Africa-Press – Eritrea. The world’s richest man, Elon Musk.More than two decades after his turbulent exit from PayPal, tech billionaire Elon Musk is once again stepping into the payments arena—this time with a product that analysts say could challenge the very empire he helped create.
At the center of this shift is X Money, a planned digital wallet embedded within Musk’s social media platform, X.
The service, still in beta, is designed to integrate payments, messaging, and commerce into a single interface—mirroring the “super app” model popularised in Asia.
According to Mizuho financial analyst Dan Dolev, the platform has the “potential to disrupt U.S. payments,” a view that accompanied his recent downgrade of PayPal stock after two years of bullish sentiment.
The disruption thesis rests largely on scale and integration.
X is estimated to have between 500 million and 600 million monthly active users globally, according to Statista.
That reach significantly exceeds the roughly 100 million active accounts on PayPal’s peer-to-peer platform, Venmo.
Analysts argue that even modest adoption of X Money among existing users could translate into a sizable payments network almost overnight.
Unlike standalone payment apps, X Money is being built into a broader ecosystem.
Musk’s ambition to transform X into an “everything app” means payments would not operate in isolation but as part of a continuous user experience—embedded in conversations, content, and commerce.
“The playbook seems clear,” Dolev noted in a client report, pointing to models such as China’s WeChat Pay and Alipay, where communication and financial transactions coexist seamlessly.
If successful, this approach could turn social engagement into direct transaction flow, bypassing traditional checkout processes that companies like PayPal rely on.
That shift poses a direct threat to PayPal’s core business, particularly its branded checkout service, which remains a major driver of revenue.
“Musk has a broader reach than PayPal and Venmo, the payments apps that offer a social experience,” noted Dolev.
By enabling in-app purchases and peer-to-peer transfers, he notes X Money could divert transaction volume away from external payment gateways.
Analysts warn that this could erode PayPal’s “crown jewel” segment, especially as the company already faces slowing growth.
X Money is also using aggressive incentives to attract users.
Early beta participants report features such as deposit accounts offering up to 6% annual percentage yield—well above typical U.S. savings rates—alongside cashback rewards and integrated financial services like payroll deposits and transfers.
Musk’s re-entry into fintech is not without historical resonance.
In 1999, he co-founded X.com, an early online banking venture that later merged with Confinity to form PayPal.
Though he was eventually ousted as CEO, the company went on to dominate digital payments.
Now, with X Money, Musk appears poised to revisit that space with a more expansive vision—one that leverages social media scale to reshape how users interact with money.
While analysts caution that any impact on PayPal is unlikely to be immediate, the long-term implications are harder to ignore.
If X succeeds in converting its vast user base into active financial participants, it could redefine digital payments—and challenge the dominance of a company Musk once helped build.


TASK INSTRUCTIONS:
From the line containing "Guide me to" to the last line of the listing, both included, copy every line exactly and drop the pictures.

DATA SECTION:

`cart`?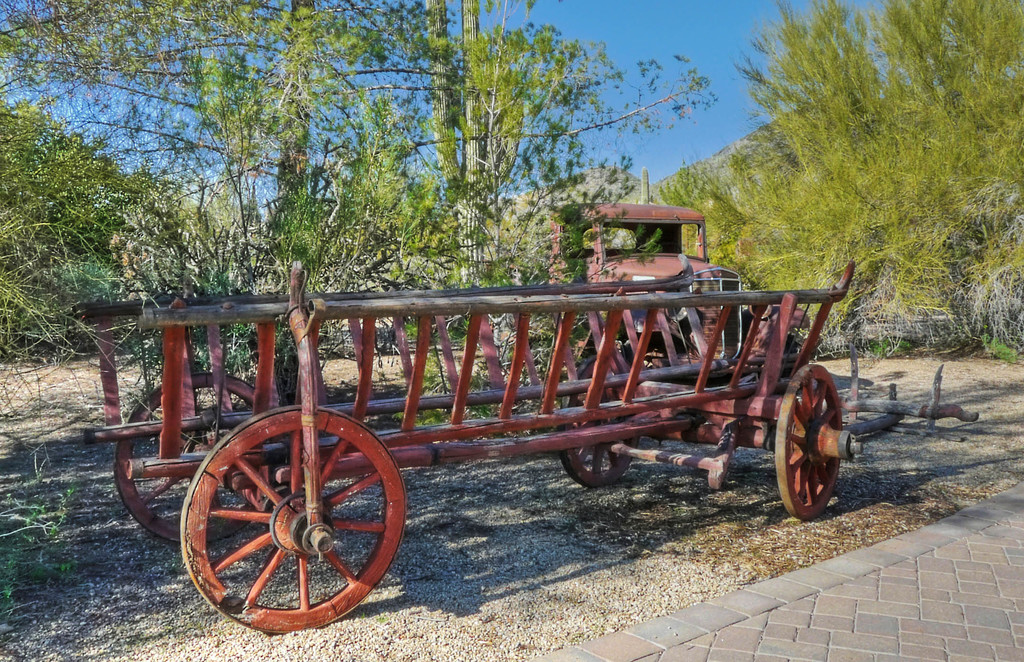
Rect(69, 262, 979, 634)
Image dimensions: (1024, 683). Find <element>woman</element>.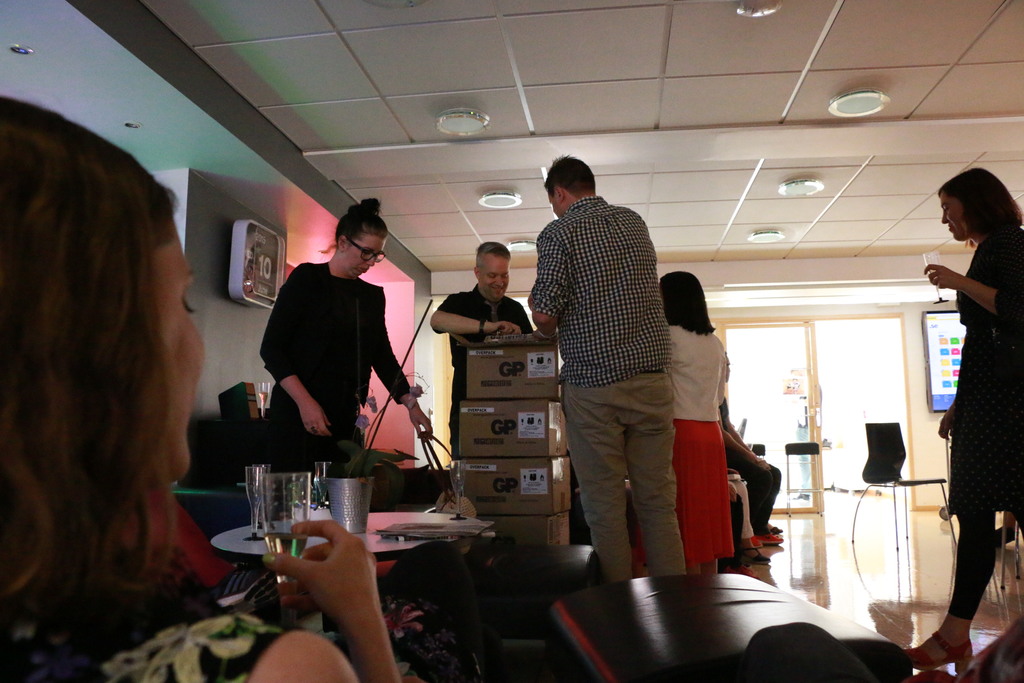
[0,88,414,682].
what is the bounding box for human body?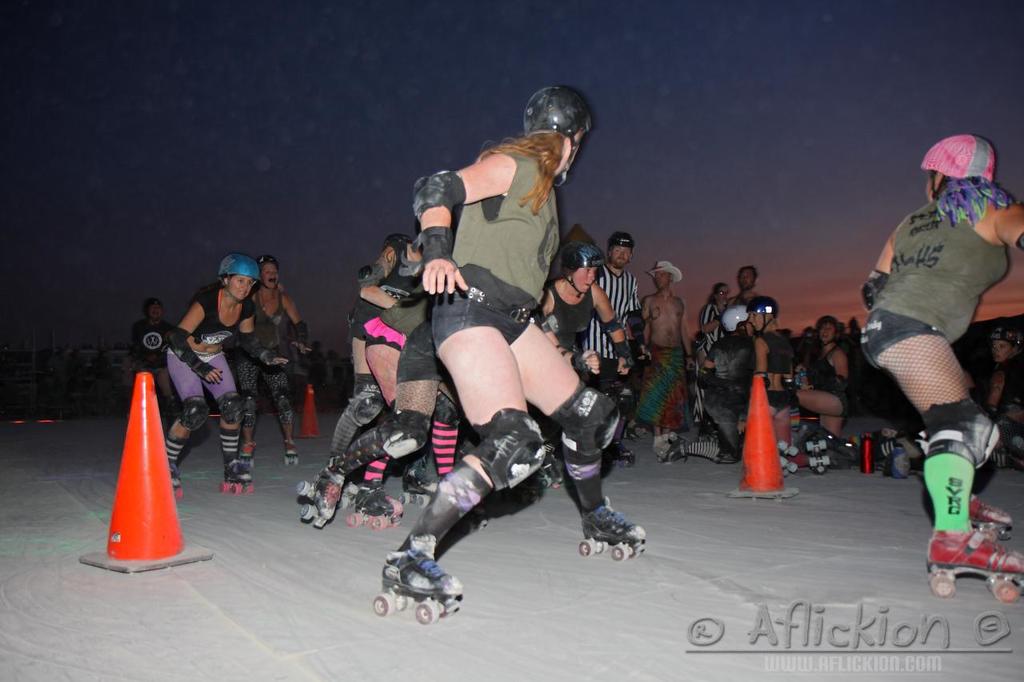
[376, 94, 620, 605].
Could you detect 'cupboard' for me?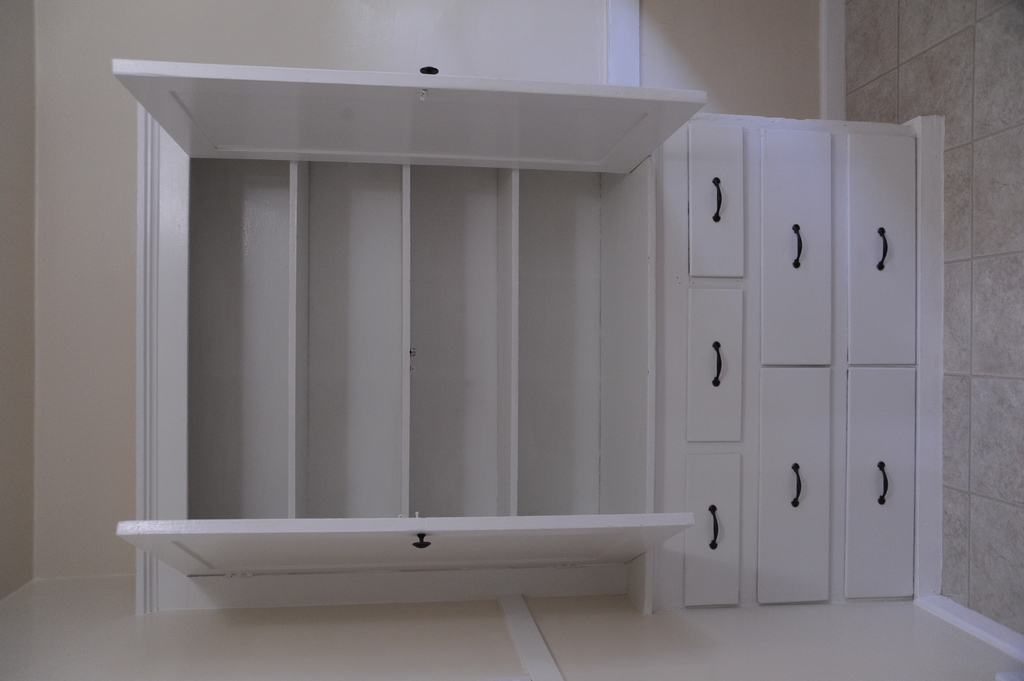
Detection result: [left=107, top=45, right=700, bottom=623].
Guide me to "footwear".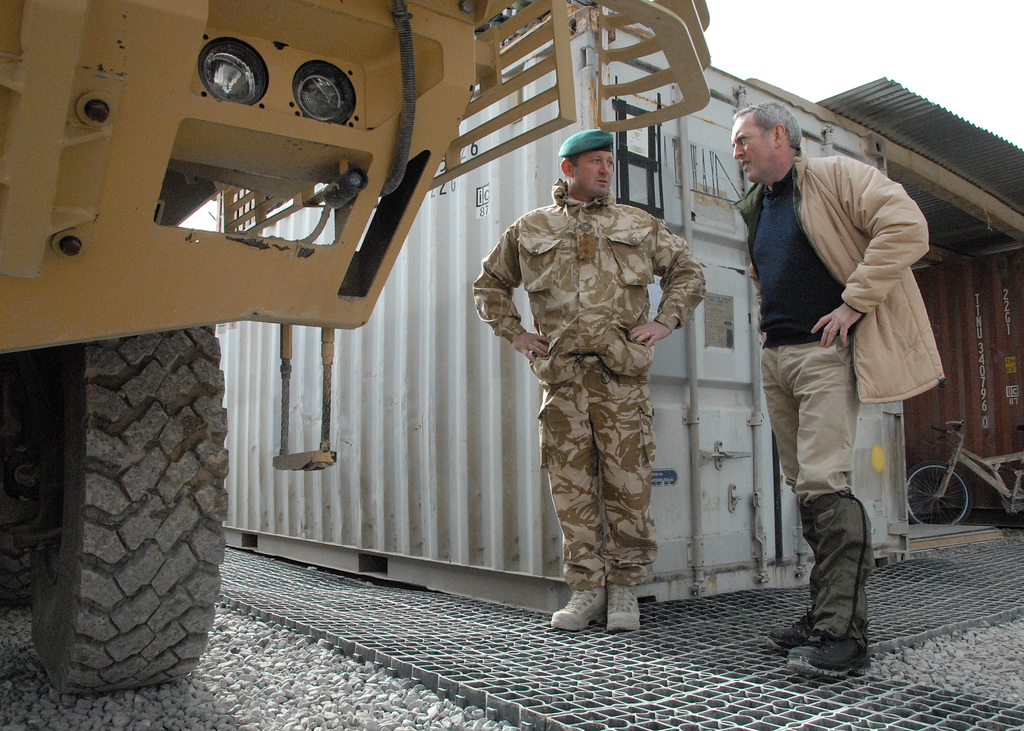
Guidance: BBox(774, 603, 826, 645).
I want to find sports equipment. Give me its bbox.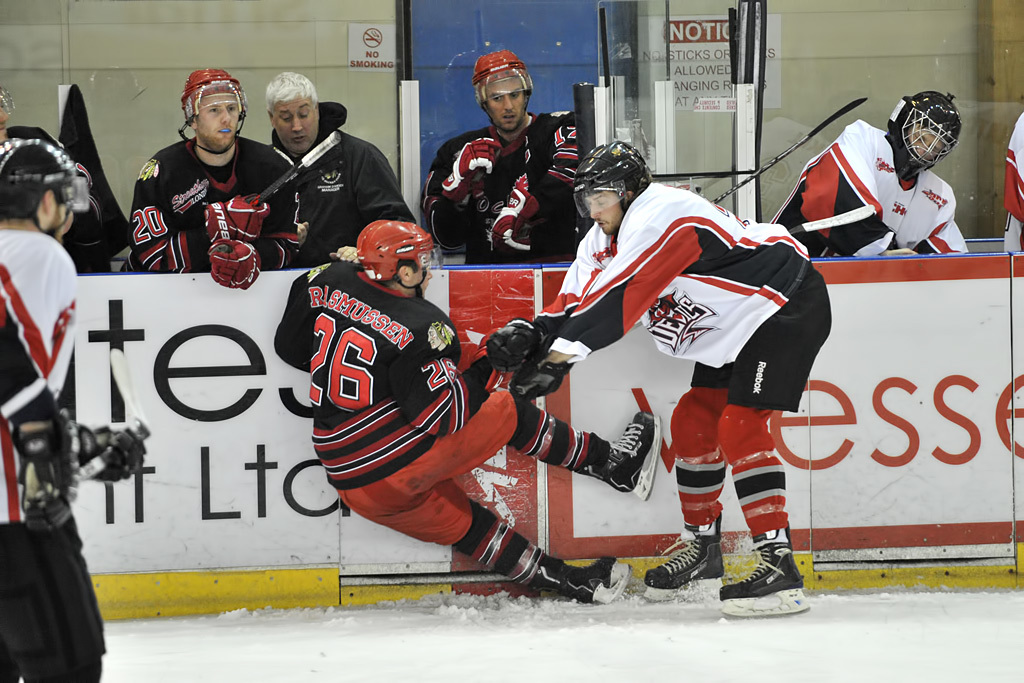
(x1=650, y1=511, x2=723, y2=604).
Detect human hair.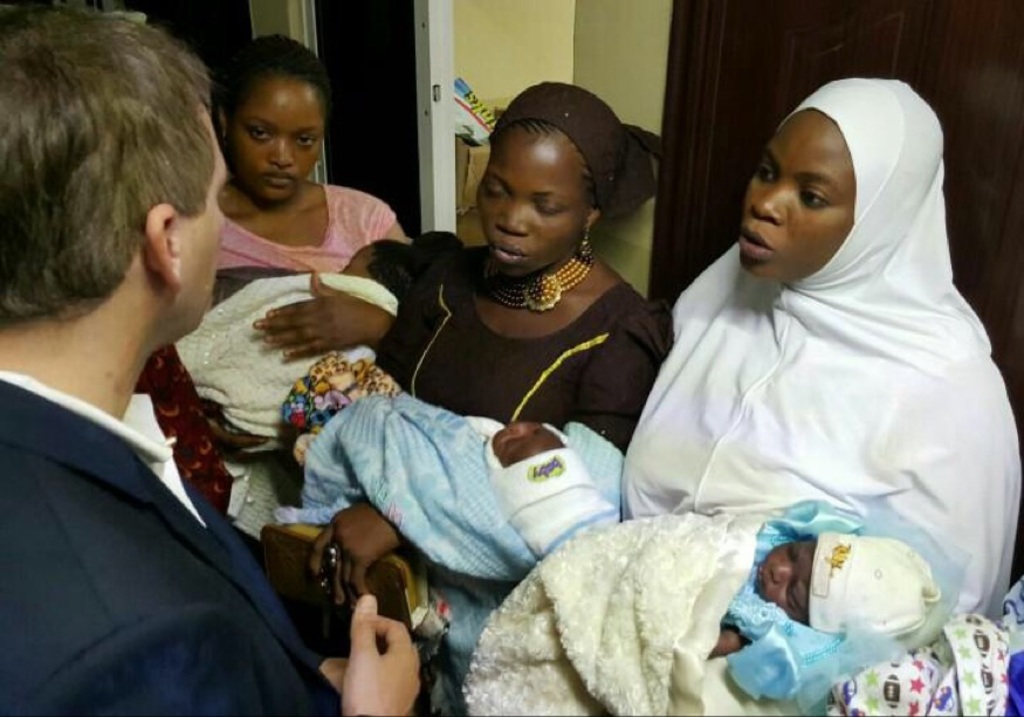
Detected at crop(494, 125, 595, 206).
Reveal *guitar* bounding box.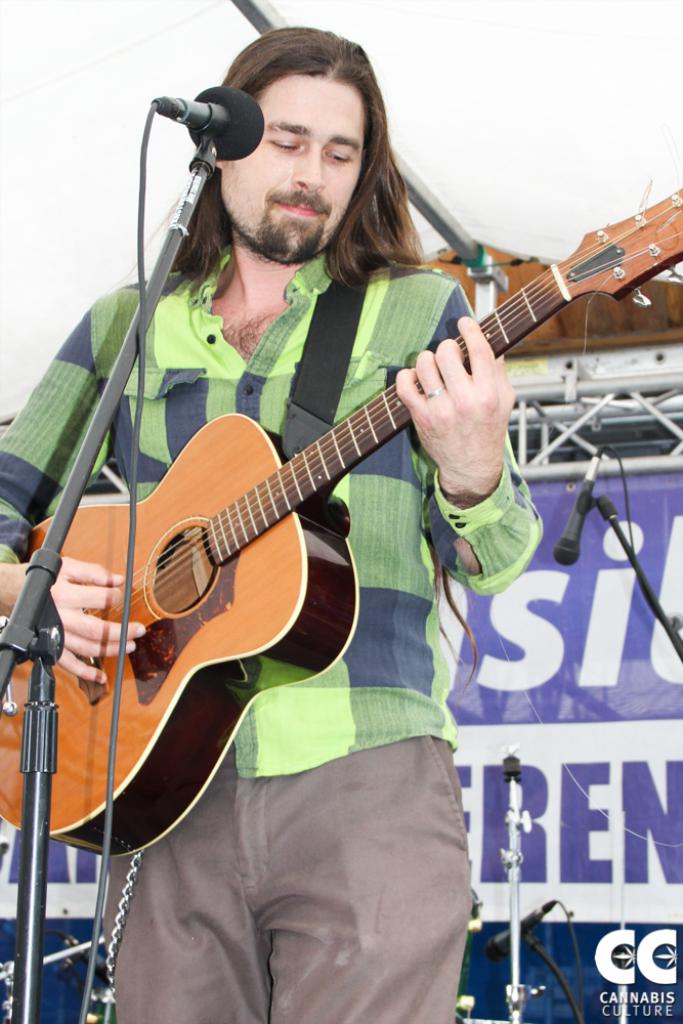
Revealed: {"x1": 0, "y1": 176, "x2": 682, "y2": 861}.
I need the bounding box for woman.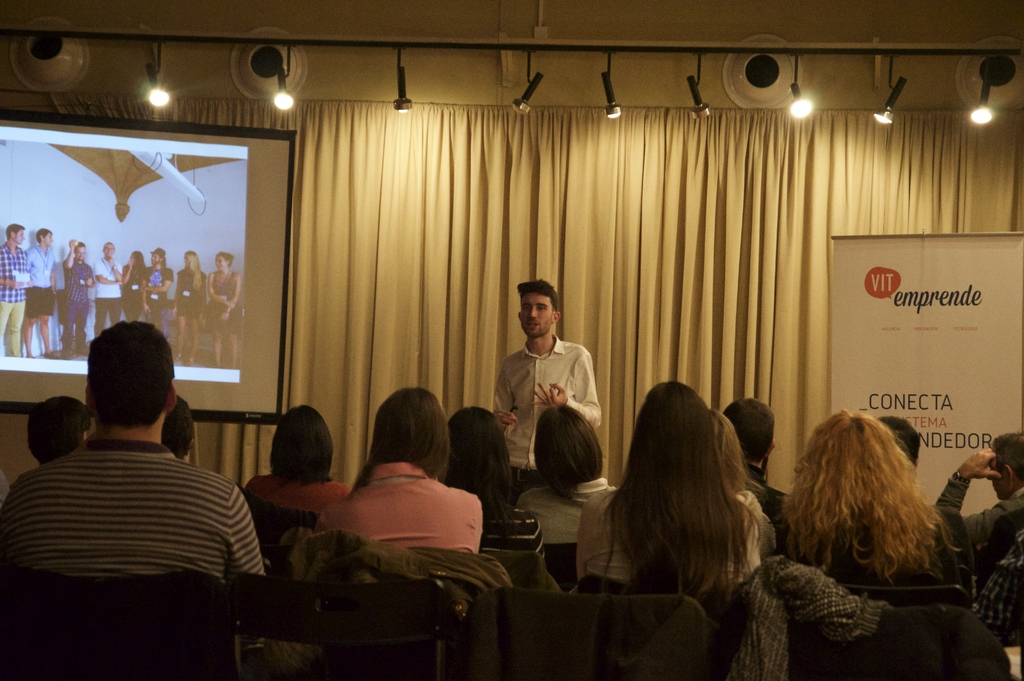
Here it is: (572,378,780,605).
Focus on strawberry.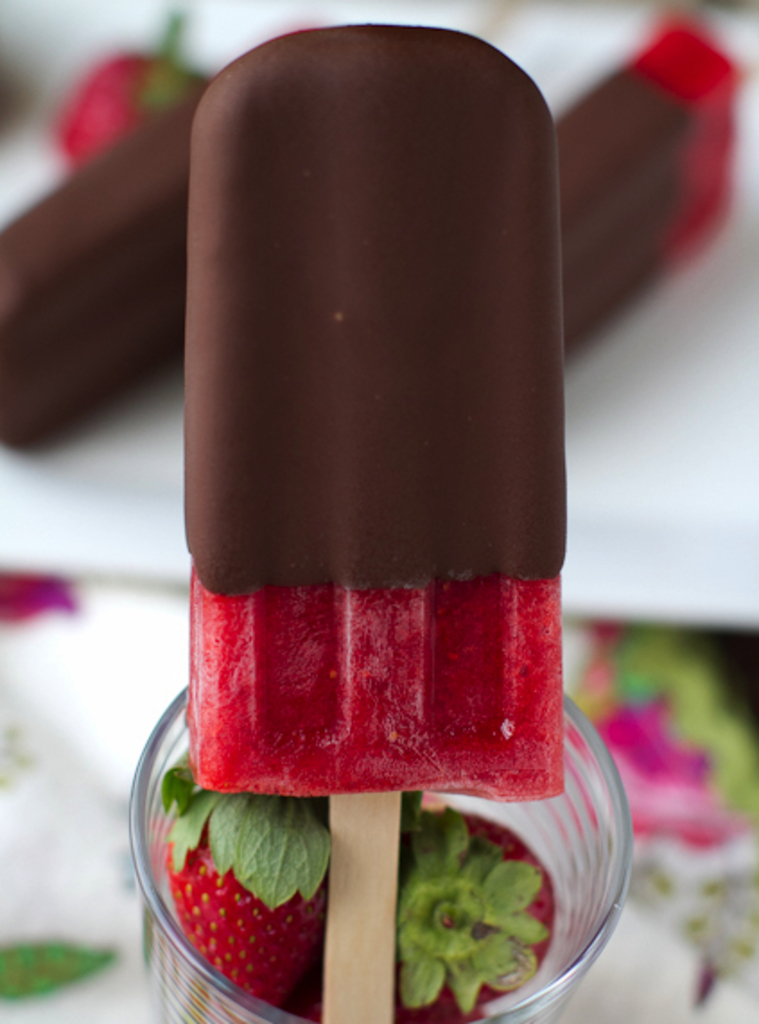
Focused at locate(388, 794, 553, 1019).
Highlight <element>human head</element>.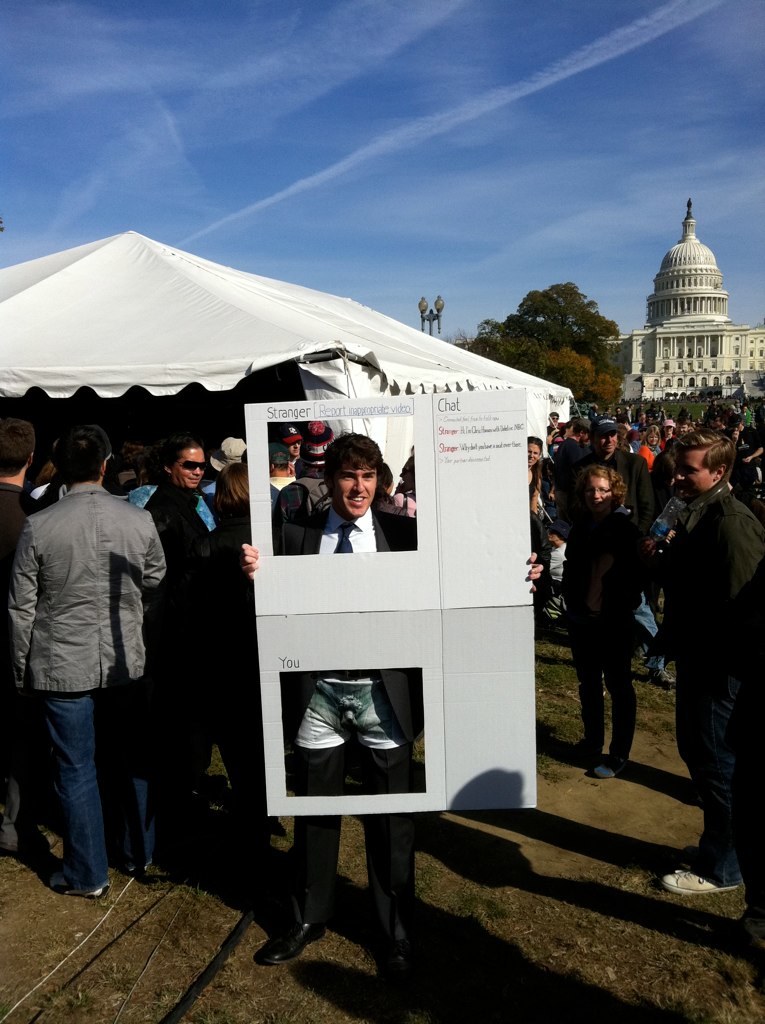
Highlighted region: <region>215, 462, 252, 515</region>.
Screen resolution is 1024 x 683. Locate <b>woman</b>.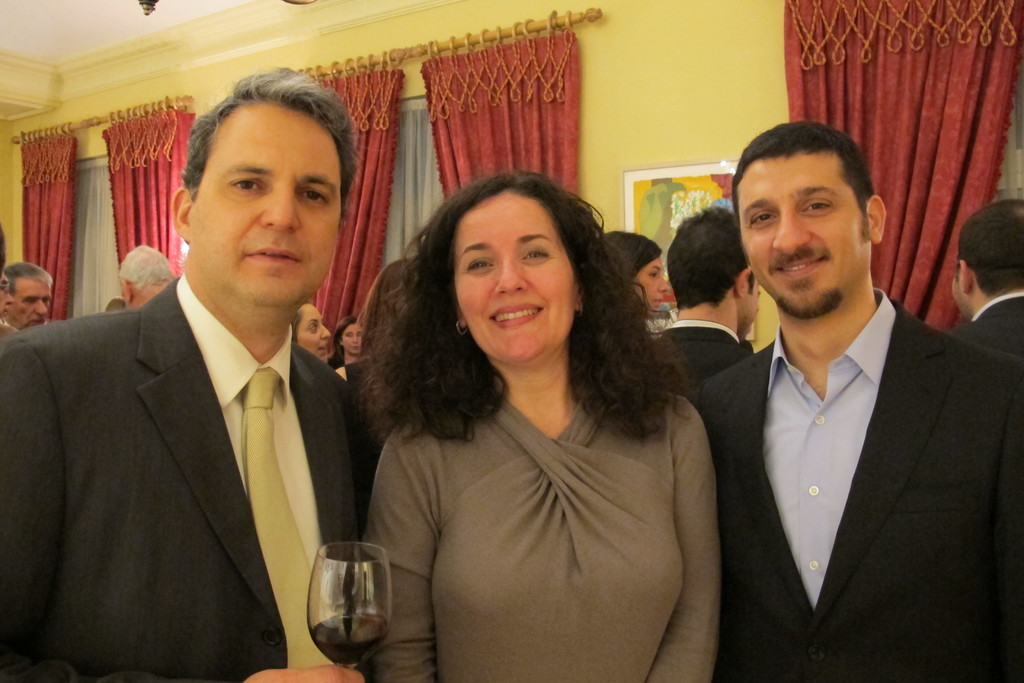
333,158,728,679.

SOLUTION TO THIS PROBLEM:
Guide me to "footwear".
Guidance: BBox(774, 603, 826, 645).
I want to find sports equipment. Give me its bbox.
(x1=650, y1=511, x2=723, y2=604).
Detect human hair.
Detected at crop(494, 125, 595, 206).
Reveal *guitar* bounding box.
Revealed: {"x1": 0, "y1": 176, "x2": 682, "y2": 861}.
I need the bounding box for woman.
Here it is: (572,378,780,605).
Focus on strawberry.
Focused at locate(388, 794, 553, 1019).
Highlight <element>human head</element>.
Highlighted region: <region>215, 462, 252, 515</region>.
Screen resolution is 1024 x 683. Locate <b>woman</b>.
333,158,728,679.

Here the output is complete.